Students donate old, used backpacks

Art installation will advocate for homeless teens

Community Action collected 39 of the 250 backpacks needed for the Beacon project. “It’s pretty impressive… considering our small student body,” junior Olivia Carry said.

Imagine that 250 backpacks line the street, each representing a Minnesotan youth without a home. Some of the luckier homeless teens are able to stay at a shelter, such as one of the Beacon Interfaith Housing Collaborative shelters, which has been working with St. Paul Academy and Summit School’s Community Action and Service student group to raise awareness about this issue by collecting these backpacks.

The task was harder than anticipated, as many students didn’t turn in backpacks. One popular reason for not turning them in was that people tend to use the same backpack year after year, “I’ve had the same backpack since kindergarten,” sophomore Maren Findlay said. “No extras.”

Other students had negative opinions about the idea, believing that money would be more useful to these homeless people than awareness.

This negativity was compounded by Community Action asking for backpacks in any condition, meaning many of the backpacks collected won’t be donated after being lined up unless they are in good condition.

This made it impossible for Community Action to collect all the 250 backpacks, receiving 39. The Beacon Interfaith Housing Collaborative also reached out to other sources for donations, going to local private schools including Highland Catholic School and Nativity of Our Lord Catholic School.

The Beacon Interfaith Housing Collaborative is determined to accomplish the task. “We are collecting backpacks to raise awareness… if we can raise awareness, we can get support,” Jenny Mason, a congregational partnership organizer at Beacon, said.

Sophomore Vanessa Miller, who donated four backpacks to the cause, agrees that homelessness is an important issue to work on: “I feel like it’s something that people need to know about,” Miller said.
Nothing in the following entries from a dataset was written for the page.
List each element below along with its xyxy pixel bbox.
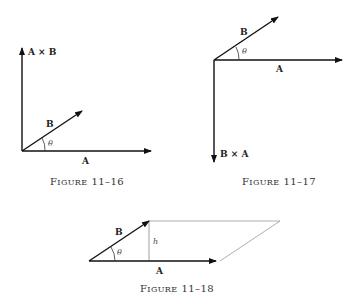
label-b: B [115,227,123,237]
figure-11-17: B θ A B × A FIGURE11–17 [214,17,342,187]
label-h: h [153,237,158,246]
vector-diagrams: A × B B θ A FIGURE11–16 B θ A B × A FIGU… [0,0,360,305]
angle-arc [42,138,45,151]
label-theta: θ [117,248,122,257]
angle-arc [236,47,239,60]
label-a: A [155,266,164,276]
figure-11-16: A × B B θ A FIGURE11–16 [22,47,151,187]
figure-caption: FIGURE11–18 [140,283,214,294]
angle-arc [111,247,115,261]
figure-11-18: B θ h A FIGURE11–18 [89,221,280,294]
parallelogram-right [220,221,280,261]
figure-caption: FIGURE11–16 [50,176,124,187]
label-a: A [275,64,284,74]
figure-caption: FIGURE11–17 [242,176,316,187]
label-a: A [81,156,90,166]
label-theta: θ [242,47,247,56]
label-a-cross-b: A × B [27,47,57,57]
label-theta: θ [48,139,53,148]
label-b: B [46,119,54,129]
label-b: B [240,27,248,37]
label-b-cross-a: B × A [220,149,249,159]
If all goes according to plan, the 250 backpacks will be lined up on Summit Avenue in St. Paul sometime this October. Beacon is now also looking into creating some guerrilla art installations by putting backpacks at famous Minnesota landmarks for just an hour or so at each location.

Guerrilla art is a means for an artist to convey a message using something often more complex than traditional graffiti, such as sculptures, projections, and now maybe backpacks.

Their plans are ambitious, but even if the organization is only able to collect 50 backpacks, Mason is sure that Beacon will “still find a way to make it carry an impact.”

“I wish that people at SPA had gotten more involved,” junior Olivia Carry, member of Community Action said, “but I think it’s pretty impressive that we got a whole 39 backpacks considering our small student body.”